Lee Ungno’s work traverses a wide range of techniques and genres, from painting, sculpting, and drawing to collage, tapestry, and engraving, from traditional ink painting to modern abstraction. Although the foundation of his artistic practice had deep roots in the Eastern artistic tradition, Lee was more concerned with modernizing his work’s style and theme than with holding on to traditional aesthetics. He was an artist ever in search of the new.

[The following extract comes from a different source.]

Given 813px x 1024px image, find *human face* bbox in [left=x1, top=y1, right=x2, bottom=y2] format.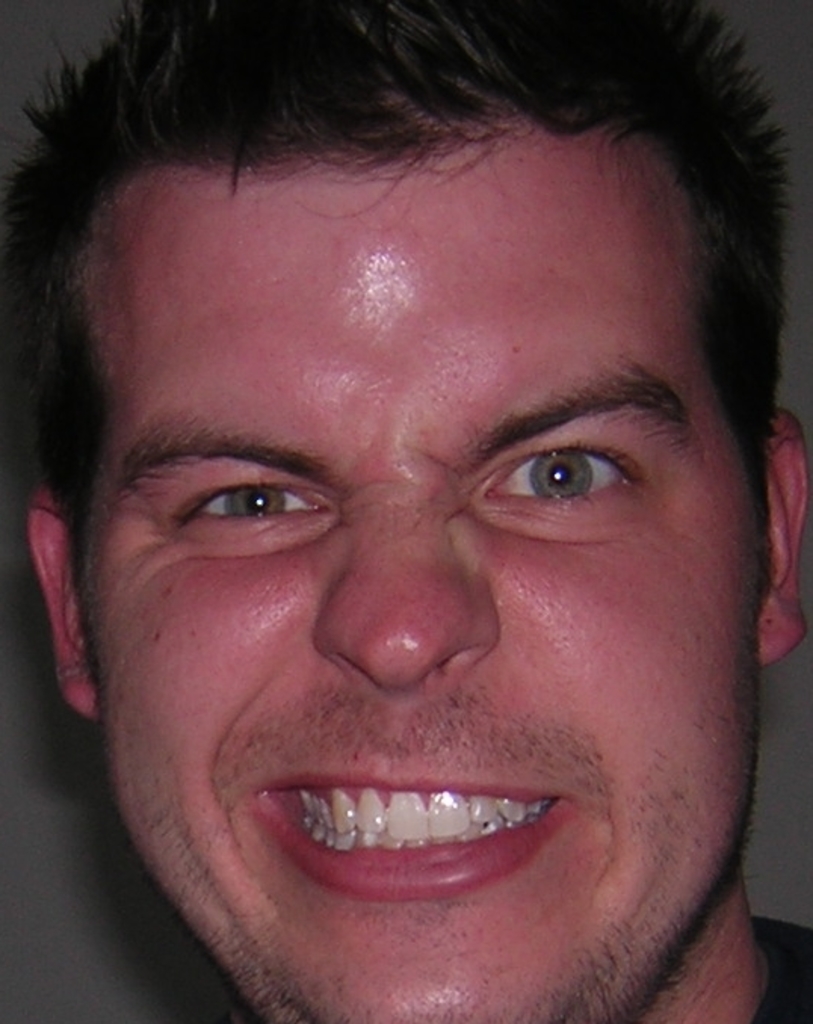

In the way that Lee appropriated calligraphic elements of Eastern painting and clearing a new path into modern art, we can find its resemblance with media art methodologies that push the boundaries of contemporary art practice. Lee was a bold experimenter who attempted things that had not been attempted before, and as he explored the languages of Western realism and abstract art, his painting style transitioned from the semi-abstract to the non-figurative. This progression was a result of his ambition to create art that reflected the zeitgeist.

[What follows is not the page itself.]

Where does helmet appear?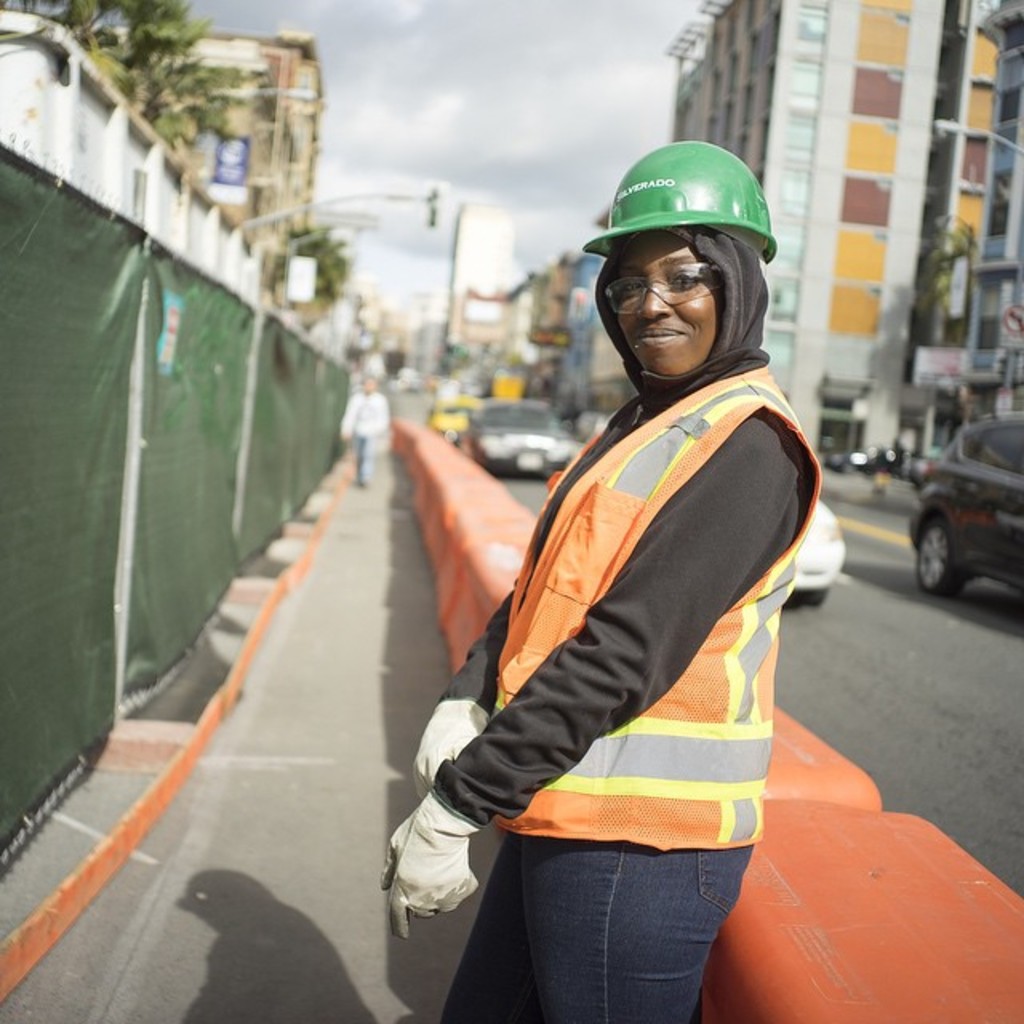
Appears at [589,141,778,390].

Media art is the field in which the most experimental and challenging artistic attempts through the use of media technologies are taking place. They are attempts to create new portraitures of the world we live in. This ultimate aim of media art—to develop new art forms for a new time through unceasing experimentation—was also a major artistic concern for Lee.
Lee worked to invent new artistic modalities for his generation, to update the conventions of his art, throughout his life. The challenging spirit that pushed him to pursue new forms, to never be satisfied with the present, is also to be found in the philosophical energy that underpins media art. In the exhibition Through All Your Senses, the Lee Ungno Museum is undertaking new ways of displaying Lee’s work using twenty-first century technologies. Through this display, audiences will have a more varied and multisensory experience of Lee’s art.